When gunter grass brought kronach into the literary spotlight

On the brown wooden table, one black-and-white picture follows another. Preparing for the interview with has ingo cesaro once again rummaged deep in the photo box. He doesn’t even have to search his memory: as soon as the 76-year-old writer picks up a picture, the right anecdote pops out of him – and black and white suddenly turns to color.

The 70s were the birth of numerous movements. Be it for the environment, peace or women’s rights. With what memory did the decade begin for you??

Ingo cesaro: when i think back to the 70s, i actually think first of an event that didn’t happen in the 70s at all, but in january 1969: when the czech student jan palach burned himself to death on wenzelsplatz in prague. It moves me to this day that a young man of 20 years sacrificed his life for the democracy of his people.

You were only seven years older than palach. To what extent has it influenced his work??

It was something i simply could not grasp at the time. I wrote poems about it well into the 90’s, wrote a horror play and a theater play. But the editors of neither the radio nor the theater could do anything with it.

What was the first movement you noticed??

Those were the 68ers. That’s where the revelation began, where all the discussions started. That set the direction that the 70s would eventually take. This is what has influenced me. In 1975, I was already living in kronach again, but I still had an apartment near frankfurt. Although i had already built here, i kept thinking about moving back to frankfurt. Because it was also a center for me as an author. I met all kinds of people at the club voltaire. No matter where you went, there were always two or three with whom you could discuss after hours.

Was that the gross difference to the 60s? That people were now talking, breaking taboos?

That was the main advantage of open discussion and politicization. Now all these topics were once on the table. The whole thing was questioned, the uprising, everything that concerned the bundeswehr and the question of the role played by the parents in the nazi era. About it in the 60s was not even talked about. I am naturally left-wing from this time in frankfurt. My role models became the social democrat fritz erler and the free democrat thomas dehler. But the language and discussions with the authors became just as important to me as the political discussions. Whether it was reiner kunze, gunter grass or many, many others.

That sounds like an exciting time. Why did you nevertheless move back to your hometown of kronach??

For me, the move out of frankfurt had a literary reason. After the discussions, I wanted to get back to my literary work. In 1978 the poetry collection "kurzer prozess" was published, "amortization" and three bands of poets.

How different was the art scene in frankfurt and in the kronach district at that time??

I only had to go to a cafe in frankfurt and always met two or three people from the art scene. In kronach this was simply not there. There were already different people, with whom one talked a lot, but unfortunately there were no literati here. So I brought in those who were important to me – and organized readings with them.

One was her friend gunter grass.

When in 1977 his novel "der butt" was published I had been able to sell 2000 tickets for his reading in kronach. Actually, we had agreed that he would read from his manuscript here, but then the book came out a week earlier. When it was decided, organizers from big cities like stuttgart or munich pressed me and wanted me to change our date. But grass wanted it to remain at the date and he read from it for the first time here. With only 550 seats in kronach, it was naturally tight, but we still managed to accommodate 650 listeners.

They had already started a year earlier with the organization of exhibitions in the town hall gallery.

That was the easiest. In 1976, i started with visual artists, because i already knew a lot of them. I had close contact with the artist friends heinrich schreiber and horst bohm.

Were they by the politics in the time stones in the way put?

Naturally. For example, we did a reading in bamberg called "nipples and pope’s fins" made. Everything was canceled at short notice. Only the english ladies, today’s maria-ward-gymnasium, have made the auditorium available to us.

What made the 70s for you artistically??

Still the confrontation between the representational and the abstract in the visual arts. Of course, all the musical stories that played into the 70s, like amon duul, which emerged from an artists’ commune. There, people simply made music and played loudly. That was the complete opposite of the whole schlager with heintje and co. The fact that there was more movement in music, and that other genres of music besides schlager at least got a chance to be played on the radio, was certainly also a merit of the 68ers.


_EXERCISE GOAL_. Line by line, set down the records below from the first line through the line containing "Image is 529x248 pixels.". Omit the pictures.

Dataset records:
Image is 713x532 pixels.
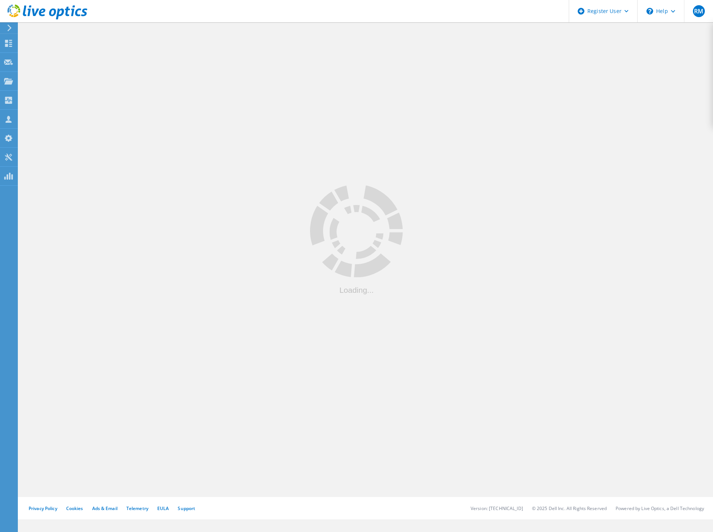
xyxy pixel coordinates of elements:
[92,505,118,511] a: Ads & Email
[647,8,653,15] svg: \n
[157,505,169,511] a: EULA
[178,505,195,511] a: Support
[471,505,523,511] li: Version: [TECHNICAL_ID]
[29,505,57,511] a: Privacy Policy
[310,286,403,293] div: Loading...
[7,16,87,21] a: Live Optics Dashboard
[694,8,704,14] span: RM
[66,505,83,511] a: Cookies
[532,505,607,511] li: © 2025 Dell Inc. All Rights Reserved
[126,505,148,511] a: Telemetry
[616,505,704,511] li: Powered by Live Optics, a Dell Technology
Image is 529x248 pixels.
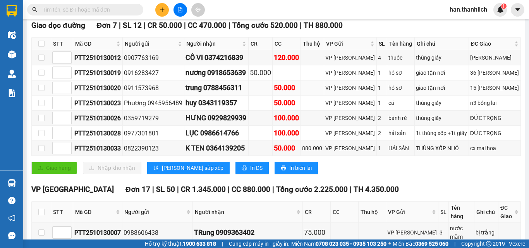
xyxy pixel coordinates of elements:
div: 1 [378,84,385,92]
th: Tên hàng [449,202,474,223]
div: 100.000 [274,113,299,123]
div: Phương 0945956489 [124,98,183,108]
span: printer [242,165,247,171]
div: PTT2510130019 [74,68,121,78]
input: Tìm tên, số ĐT hoặc mã đơn [43,5,134,14]
td: VP Phan Thiết [324,141,377,156]
span: 1 [502,3,505,9]
span: Miền Bắc [392,240,448,248]
span: Người gửi [125,39,176,48]
div: 0359719279 [124,113,183,123]
th: Ghi chú [474,202,498,223]
span: | [177,185,179,194]
th: STT [51,38,73,50]
span: message [8,232,15,239]
img: warehouse-icon [8,179,16,187]
td: VP Phan Thiết [324,111,377,126]
div: 4 [378,53,385,62]
th: STT [51,202,73,223]
div: VP [PERSON_NAME] [325,114,375,122]
span: Người nhận [195,208,295,216]
div: 1 [378,99,385,107]
span: | [119,21,121,30]
div: 100.000 [274,128,299,139]
span: | [349,185,351,194]
td: PTT2510130026 [73,111,123,126]
img: warehouse-icon [8,50,16,58]
span: | [184,21,186,30]
span: han.thanhlich [443,5,493,14]
td: PTT2510130019 [73,65,123,81]
div: 1 [378,69,385,77]
span: aim [195,7,200,12]
div: VP [PERSON_NAME] [325,84,375,92]
div: VP [PERSON_NAME] [325,129,375,137]
th: Thu hộ [301,38,324,50]
span: file-add [177,7,183,12]
div: CÔ VI 0374216839 [185,52,247,63]
div: HẢI SẢN [388,144,413,152]
div: 0977301801 [124,128,183,138]
span: | [144,21,146,30]
span: [PERSON_NAME] sắp xếp [162,164,223,172]
div: 0907763169 [124,53,183,63]
div: ĐỨC TRỌNG [470,114,519,122]
td: PTT2510130028 [73,126,123,141]
div: giao tận nơi [416,84,467,92]
span: plus [159,7,165,12]
span: Người nhận [186,39,240,48]
span: SL 12 [123,21,142,30]
div: 50.000 [274,82,299,93]
span: Người gửi [124,208,185,216]
div: 120.000 [274,52,299,63]
div: trung 0788456311 [185,82,247,93]
div: [PERSON_NAME] [470,53,519,62]
div: 2 [378,129,385,137]
td: VP Phan Thiết [386,223,438,243]
span: SL 50 [156,185,175,194]
span: CR 1.345.000 [181,185,226,194]
div: K TEN 0364139205 [185,143,247,154]
strong: 0369 525 060 [415,241,448,247]
button: downloadNhập kho nhận [83,162,141,174]
span: Miền Nam [291,240,386,248]
div: cá [388,99,413,107]
td: VP Phan Thiết [324,65,377,81]
span: Cung cấp máy in - giấy in: [229,240,289,248]
div: 50.000 [274,98,299,108]
span: ĐC Giao [471,39,512,48]
div: 2 [378,114,385,122]
div: Gửi: VP [GEOGRAPHIC_DATA] [6,45,77,62]
div: PTT2510130026 [74,113,121,123]
div: nước mắm [450,224,473,241]
span: | [228,185,230,194]
div: 50.000 [274,143,299,154]
span: ⚪️ [388,242,391,245]
span: CC 470.000 [188,21,226,30]
th: Ghi chú [415,38,469,50]
text: DLT2510130013 [44,33,101,41]
td: VP Phan Thiết [324,50,377,65]
th: CR [303,202,331,223]
div: VP [PERSON_NAME] [325,144,375,152]
div: Nhận: VP [PERSON_NAME] [81,45,139,62]
div: n3 bồng lai [470,99,519,107]
span: | [152,185,154,194]
button: caret-down [511,3,524,17]
div: PTT2510130028 [74,128,121,138]
td: PTT2510130033 [73,141,123,156]
span: ĐC Giao [500,204,512,221]
th: SL [438,202,449,223]
div: PTT2510130012 [74,53,121,63]
div: huy 0343119357 [185,98,247,108]
img: warehouse-icon [8,31,16,39]
div: hồ sơ [388,84,413,92]
button: file-add [173,3,187,17]
span: | [454,240,455,248]
span: VP Gửi [326,39,368,48]
div: bánh rế [388,114,413,122]
th: CR [248,38,273,50]
th: CC [272,38,301,50]
th: CC [331,202,358,223]
span: TH 4.350.000 [353,185,399,194]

_TASK RESULT_.
Image is 713x532 pixels.
xyxy pixel coordinates of elements:
[92,505,118,511] a: Ads & Email
[647,8,653,15] svg: \n
[157,505,169,511] a: EULA
[178,505,195,511] a: Support
[471,505,523,511] li: Version: [TECHNICAL_ID]
[29,505,57,511] a: Privacy Policy
[310,286,403,293] div: Loading...
[7,16,87,21] a: Live Optics Dashboard
[694,8,704,14] span: RM
[66,505,83,511] a: Cookies
[532,505,607,511] li: © 2025 Dell Inc. All Rights Reserved
[126,505,148,511] a: Telemetry
[616,505,704,511] li: Powered by Live Optics, a Dell Technology
Image is 529x248 pixels.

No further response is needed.